970 resultados para University television
Resumo:
John Nathan Cobb (1868–1930) became the founding Director of the College of Fisheries, University of Washington, Seattle, in 1919 without the benefit of a college education. An inquisitive and ambitious man, he began his career in the newspaper business and was introduced to commercial fisheries when he joined the U.S. Fish Commission (USFC) in 1895 as a clerk, and he was soon promoted to a “Field Agent” in the Division of Statistics, Washington, D.C. During the next 17 years, Cobb surveyed commercial fisheries from Maine to Florida, Hawaii, the Pacific Northwest, and Alaska for the USFC and its successor, the U.S. Bureau of Fisheries. In 1913, he became editor of the prominent west coast trade magazine, Pacific Fisherman, of Seattle, Wash., where he became known as a leading expert on the fisheries of the Pacific Northwest. He soon joined the campaign, led by his employer, to establish the nation’s first fisheries school at the University of Washington. After a brief interlude (1917–1918) with the Alaska Packers Association in San Francisco, Calif., he was chosen as the School’s founding director in 1919. Reflecting his experience and mindset, as well as the University’s apparent initial desire, Cobb established the College of Fisheries primarily as a training ground for those interested in applied aspects of the commercial fishing industry. Cobb attracted sufficient students, was a vigorous spokesman for the College, and had ambitions plans for expansion of the school’s faculty and facilities. He became aware that the College was not held in high esteem by his faculty colleagues or by the University administration because of the school’s failure to emphasize scholastic achievement, and he attempted to correct this deficiency. Cobb became ill with heart problems in 1929 and died on 13 January 1930. The University soon thereafter dissolved the College and dismissed all but one of its faculty. A Department of Fisheries, in the College of Science, was then established in 1930 and was led by William Francis Thompson (1888–1965), who emphasized basic science and fishery biology. The latter format continues to the present in the Department’s successor, The School of Aquatic Fisheries and Science.
Resumo:
O que fazem profissionais de educação numa produção televisiva? Nesta pesquisa, por meio de 'conversas' com praticantespensantes que atuam em produção de TV, e no uso de outros documentos (programas editados, argumentos, textos e roteiros), busco responder a essa pergunta e compreender as redes de conhecimentos e significações relativas aos espaçostempos de ação desses profissionais, entendidos como entre-lugares de educação e comunicação. A pesquisa, na perspectiva dos estudos com os cotidianos, se articula ao GRPESQ Currículo, redes educativas e imagens, do Laboratório Educação e Imagem/ProPEd/UERJ, e busca apoio em conversas/narrativas com/de professores que trabalharam/trabalham em televisão em especial, no programa Salto para o Futuro integrando a equipe de educação da TV Escola (MEC), ou atuando como consultores de séries temáticas. Sobre o assunto, também foram ouvidos responsáveis pela assessoria pedagógica dos canais Encuentro e Pakapaka, na Argentina, em doutorado-sanduíche, com o apoio da Capes. Como fundamentação teórica, além de pesquisas com os cotidianos, a partir de textos de Michel de Certeau, de Nilda Alves e de Inês Barbosa de Oliveira, dos quais emergem algumas das noções que permeiam essa investigação, ressalto a contribuição de autores da sociologia, como Pierre Bourdieu e Boaventura de Sousa Santos e, ainda, de represe ntantes dos chamados estudos culturais, entre eles Jesús Martín-Barbero, Nestor Canclini, Stuart Hall, Homi Bhabha entre outros. A questão do outro, da alteridade, que permeia a tese, em sua tessitura com narrativas e imagens, busca inspiração também nos escritos e em conversas com Carlos Skliar e nos textos de Jorge Larrosa. As conclusões possíveis destacam a importância das ações desses profissionais (professores) nesses espaçostempos televisivos.
Resumo:
We discuss some fundamental characteristics of a phase-modulating device suitable to holographically project a monochrome video frame with 1280 x 720 resolution. The phase-modulating device is expected to be a liquid crystal over silicon chip with silicon area similar to that of commercial devices. Its basic characteristics, such as number of pixels, bits per pixel, and pixel dimensions, are optimized in terms of image quality and optical efficiency. Estimates of the image quality are made from the noise levels and contrast, while efficiency is calculated by considering the beam apodization, device dead space, diffraction losses, and the sinc envelope.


● **EXERCISE PROMPT**
Scan the entries below. Return every line that includes "style".

**********

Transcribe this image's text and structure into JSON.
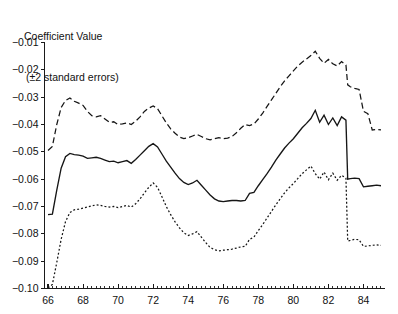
{
  "title": {
    "line1": "Coefficient Value",
    "line2": "(±2 standard errors)"
  },
  "chart_data": {
    "type": "line",
    "title": "Coefficient Value (±2 standard errors)",
    "xlabel": "",
    "ylabel": "Coefficient Value (±2 standard errors)",
    "xlim": [
      65.8,
      85.2
    ],
    "ylim": [
      -0.1,
      -0.01
    ],
    "grid": false,
    "legend": "none",
    "x_tick_labels": [
      "66",
      "68",
      "70",
      "72",
      "74",
      "76",
      "78",
      "80",
      "82",
      "84"
    ],
    "x_tick_values": [
      66,
      68,
      70,
      72,
      74,
      76,
      78,
      80,
      82,
      84
    ],
    "x_minor_tick_interval": 0.25,
    "y_tick_labels": [
      "-0.01",
      "-0.02",
      "-0.03",
      "-0.04",
      "-0.05",
      "-0.06",
      "-0.07",
      "-0.08",
      "-0.09",
      "-0.10"
    ],
    "y_tick_values": [
      -0.01,
      -0.02,
      -0.03,
      -0.04,
      -0.05,
      -0.06,
      -0.07,
      -0.08,
      -0.09,
      -0.1
    ],
    "x": [
      66.0,
      66.25,
      66.5,
      66.75,
      67.0,
      67.25,
      67.5,
      67.75,
      68.0,
      68.25,
      68.5,
      68.75,
      69.0,
      69.25,
      69.5,
      69.75,
      70.0,
      70.25,
      70.5,
      70.75,
      71.0,
      71.25,
      71.5,
      71.75,
      72.0,
      72.25,
      72.5,
      72.75,
      73.0,
      73.25,
      73.5,
      73.75,
      74.0,
      74.25,
      74.5,
      74.75,
      75.0,
      75.25,
      75.5,
      75.75,
      76.0,
      76.25,
      76.5,
      76.75,
      77.0,
      77.25,
      77.5,
      77.75,
      78.0,
      78.25,
      78.5,
      78.75,
      79.0,
      79.25,
      79.5,
      79.75,
      80.0,
      80.25,
      80.5,
      80.75,
      81.0,
      81.25,
      81.5,
      81.75,
      82.0,
      82.25,
      82.5,
      82.75,
      83.0,
      83.1,
      83.25,
      83.5,
      83.75,
      84.0,
      84.25,
      84.5,
      84.75,
      85.0
    ],
    "series": [
      {
        "name": "upper (+2 standard errors)",
        "style": "dashed",
        "values": [
          -0.0495,
          -0.048,
          -0.04,
          -0.0338,
          -0.0312,
          -0.0303,
          -0.0315,
          -0.0322,
          -0.033,
          -0.0352,
          -0.0368,
          -0.0372,
          -0.0368,
          -0.038,
          -0.0392,
          -0.039,
          -0.04,
          -0.0398,
          -0.0394,
          -0.04,
          -0.0388,
          -0.0372,
          -0.0352,
          -0.034,
          -0.0332,
          -0.0342,
          -0.0368,
          -0.0394,
          -0.0416,
          -0.0432,
          -0.0446,
          -0.0452,
          -0.0448,
          -0.0442,
          -0.0436,
          -0.0444,
          -0.0452,
          -0.0456,
          -0.0452,
          -0.0448,
          -0.0452,
          -0.045,
          -0.0444,
          -0.043,
          -0.0414,
          -0.04,
          -0.0404,
          -0.0398,
          -0.038,
          -0.0358,
          -0.0334,
          -0.031,
          -0.0286,
          -0.0262,
          -0.024,
          -0.0222,
          -0.0204,
          -0.0186,
          -0.0172,
          -0.016,
          -0.0148,
          -0.0132,
          -0.0158,
          -0.0176,
          -0.0162,
          -0.0178,
          -0.0186,
          -0.017,
          -0.0182,
          -0.0255,
          -0.0262,
          -0.0268,
          -0.0272,
          -0.0352,
          -0.036,
          -0.042,
          -0.0418,
          -0.042
        ]
      },
      {
        "name": "coefficient estimate",
        "style": "solid",
        "values": [
          -0.073,
          -0.0728,
          -0.064,
          -0.056,
          -0.0518,
          -0.0506,
          -0.051,
          -0.0512,
          -0.0516,
          -0.0524,
          -0.0522,
          -0.052,
          -0.0524,
          -0.053,
          -0.0536,
          -0.0534,
          -0.054,
          -0.0536,
          -0.0532,
          -0.0542,
          -0.0528,
          -0.0512,
          -0.0496,
          -0.048,
          -0.047,
          -0.0482,
          -0.0508,
          -0.0534,
          -0.0556,
          -0.0578,
          -0.0598,
          -0.0612,
          -0.062,
          -0.0614,
          -0.0604,
          -0.0622,
          -0.064,
          -0.0658,
          -0.0672,
          -0.068,
          -0.0682,
          -0.068,
          -0.0678,
          -0.0678,
          -0.068,
          -0.0678,
          -0.0652,
          -0.0648,
          -0.0624,
          -0.0602,
          -0.058,
          -0.0556,
          -0.053,
          -0.0508,
          -0.0486,
          -0.0468,
          -0.0452,
          -0.0432,
          -0.0412,
          -0.0396,
          -0.0378,
          -0.0348,
          -0.0392,
          -0.0366,
          -0.04,
          -0.0376,
          -0.0404,
          -0.0372,
          -0.0384,
          -0.06,
          -0.0598,
          -0.0596,
          -0.0598,
          -0.0628,
          -0.0626,
          -0.0624,
          -0.0622,
          -0.0624
        ]
      },
      {
        "name": "lower (−2 standard errors)",
        "style": "dotted",
        "values": [
          -0.0998,
          -0.0985,
          -0.0905,
          -0.082,
          -0.0755,
          -0.0722,
          -0.0712,
          -0.071,
          -0.0706,
          -0.0702,
          -0.0698,
          -0.0694,
          -0.0696,
          -0.07,
          -0.0702,
          -0.07,
          -0.0704,
          -0.07,
          -0.0696,
          -0.0702,
          -0.069,
          -0.0672,
          -0.065,
          -0.063,
          -0.0614,
          -0.063,
          -0.0664,
          -0.07,
          -0.073,
          -0.0756,
          -0.0778,
          -0.0796,
          -0.0806,
          -0.08,
          -0.0792,
          -0.0812,
          -0.0832,
          -0.085,
          -0.0858,
          -0.0862,
          -0.086,
          -0.0858,
          -0.0856,
          -0.0852,
          -0.0848,
          -0.0846,
          -0.082,
          -0.0812,
          -0.0788,
          -0.0766,
          -0.0742,
          -0.0718,
          -0.0694,
          -0.0672,
          -0.065,
          -0.0632,
          -0.0616,
          -0.0598,
          -0.058,
          -0.0566,
          -0.0552,
          -0.058,
          -0.06,
          -0.0574,
          -0.0602,
          -0.0578,
          -0.0604,
          -0.0586,
          -0.0596,
          -0.0826,
          -0.0824,
          -0.082,
          -0.0822,
          -0.0846,
          -0.0844,
          -0.0842,
          -0.084,
          -0.0842
        ]
      }
    ]
  }
}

**********

● **RESPONSE AREA**
        "style": "dashed",
        "style": "solid",
        "style": "dotted",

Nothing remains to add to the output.